With nature smiling thus around him, with the silence which brings not gloom surrounding him, with the balmy breeze rising fresh and sweet from the bosom of the waters, fanning him into contemplation, the hardest-natured man must feel if only for a moment, the chastening quietude, which only nature, and he who is mirrored in nature, can impart and bestow.
The bosom in which the snakes of envy or hatred have long nestled and brooded, may feel itself relieved of half its oppression and suffering whilst gazing at nature’s beautiful works, as manifested among the islands of the tropics, and beholding in its embodiment of splendour the omnipotence of the Creator. How many a heart whose life-blood has been frozen under the influence of ingratitude, cruelty, revenge, and pride, or, perhaps, of the sad consciousness of a country’s thankfulness—a country in whose cause youth, energy, wealth, and talents—may all have been spent, has not been soothed into mild quiescence by scenes like these?
There are countries around which the works of man have thrown a veil of enchantment; there are climes that are sacred, because some Heaven-born poet sang there; there are spots about which the memory of mankind has clung, and will for ever cling: such countries and such places are made famous, great and enchanting by man alone. Their beauties sprang from his hand. The idea which plants on them the ever-enduring standard of veneration arose from his valour, his heroism, or perhaps his benevolence, but whatever charm or interest the tropics possess they derive from nature, and from nature only.

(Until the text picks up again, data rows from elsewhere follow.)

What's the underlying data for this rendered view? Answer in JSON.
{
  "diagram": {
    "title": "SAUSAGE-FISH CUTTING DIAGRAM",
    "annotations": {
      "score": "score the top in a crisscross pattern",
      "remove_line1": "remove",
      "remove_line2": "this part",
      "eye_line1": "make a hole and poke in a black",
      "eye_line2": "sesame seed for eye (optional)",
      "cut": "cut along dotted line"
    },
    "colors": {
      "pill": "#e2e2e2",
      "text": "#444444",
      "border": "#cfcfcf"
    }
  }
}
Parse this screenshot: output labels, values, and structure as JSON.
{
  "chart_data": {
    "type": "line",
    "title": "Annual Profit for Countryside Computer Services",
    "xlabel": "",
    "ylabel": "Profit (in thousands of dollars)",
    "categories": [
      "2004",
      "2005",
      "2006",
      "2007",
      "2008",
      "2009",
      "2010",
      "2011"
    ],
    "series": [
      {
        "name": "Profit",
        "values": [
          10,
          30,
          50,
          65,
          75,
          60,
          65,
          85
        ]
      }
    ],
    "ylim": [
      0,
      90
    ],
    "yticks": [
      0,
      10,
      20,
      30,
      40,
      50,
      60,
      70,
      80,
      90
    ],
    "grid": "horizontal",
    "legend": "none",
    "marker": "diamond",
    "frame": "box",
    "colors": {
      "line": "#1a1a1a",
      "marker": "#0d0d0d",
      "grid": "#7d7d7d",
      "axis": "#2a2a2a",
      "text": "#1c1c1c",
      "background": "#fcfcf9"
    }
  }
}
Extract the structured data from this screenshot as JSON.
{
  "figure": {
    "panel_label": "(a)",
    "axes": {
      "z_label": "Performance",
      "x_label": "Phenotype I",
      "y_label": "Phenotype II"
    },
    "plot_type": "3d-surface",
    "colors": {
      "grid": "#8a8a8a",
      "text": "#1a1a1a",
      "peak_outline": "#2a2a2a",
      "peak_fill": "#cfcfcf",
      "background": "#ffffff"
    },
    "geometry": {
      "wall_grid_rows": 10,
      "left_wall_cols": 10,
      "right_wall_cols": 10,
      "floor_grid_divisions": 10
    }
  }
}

For three days together, the ship continued her course, amidst the horse-shoe formed islands of the West-Indian Archipelago, which, at a distance at sea, appear merely like heavy clouds where nothing is real, nothing is animated, resting on the surface of the waters.
On the morning of the fourth, the towering mountain-peaks of Trinidad which inspired in the devout Columbus, the name which the island now bears, appeared in sight.
Gradually the bold and rocky coast which girds the island on the north, grew more and more distinct and as the day waned, the ship entered the channel that separates the small island of Tobago from Trinidad, and bears the name of the latter.
The old commander, with necessary caution, ordered the greater part of the sails to be taken in; the vessel moved along slowly, and was borne down principally by the strength of the current.
The commander stood on the quarter-deck admiring the romantic scenery which presented itself on the left to his view. There the overhanging rocks rose perpendicularly from the heaving ocean, whose long lasting and lashing billows broke on their rugged base, and shrouded them in one constant sheet of white bubbling foam, and as they towered and seemed to lose themselves in the clouds, they bore on their hoary heads forests of gigantic trees, whose many colored blossoms appeared far out at sea; while down their furrowed sides torrents of the purest water fell foaming in angry precipitance. Here some cave hollowed by no hand of man—the home of the untiring pelicans that ply the wing the live-long day, would send forth its hollow murmurs, as it regurgitated some heaving rolling wave that had intrusively swept into its inmost recess. There some rock from whose side time had torn away its fellows, stood naked and bare, sullen in its solitude, and resisting the powerless waves that dashed themselves into a thousand far-flying sprays upon its jagged front; and here again some secluded creek, eaten deeply into the heart of the frowning highlands, in which the waters lay smooth and quiet, like tired soldiers after the toil and strife of battle.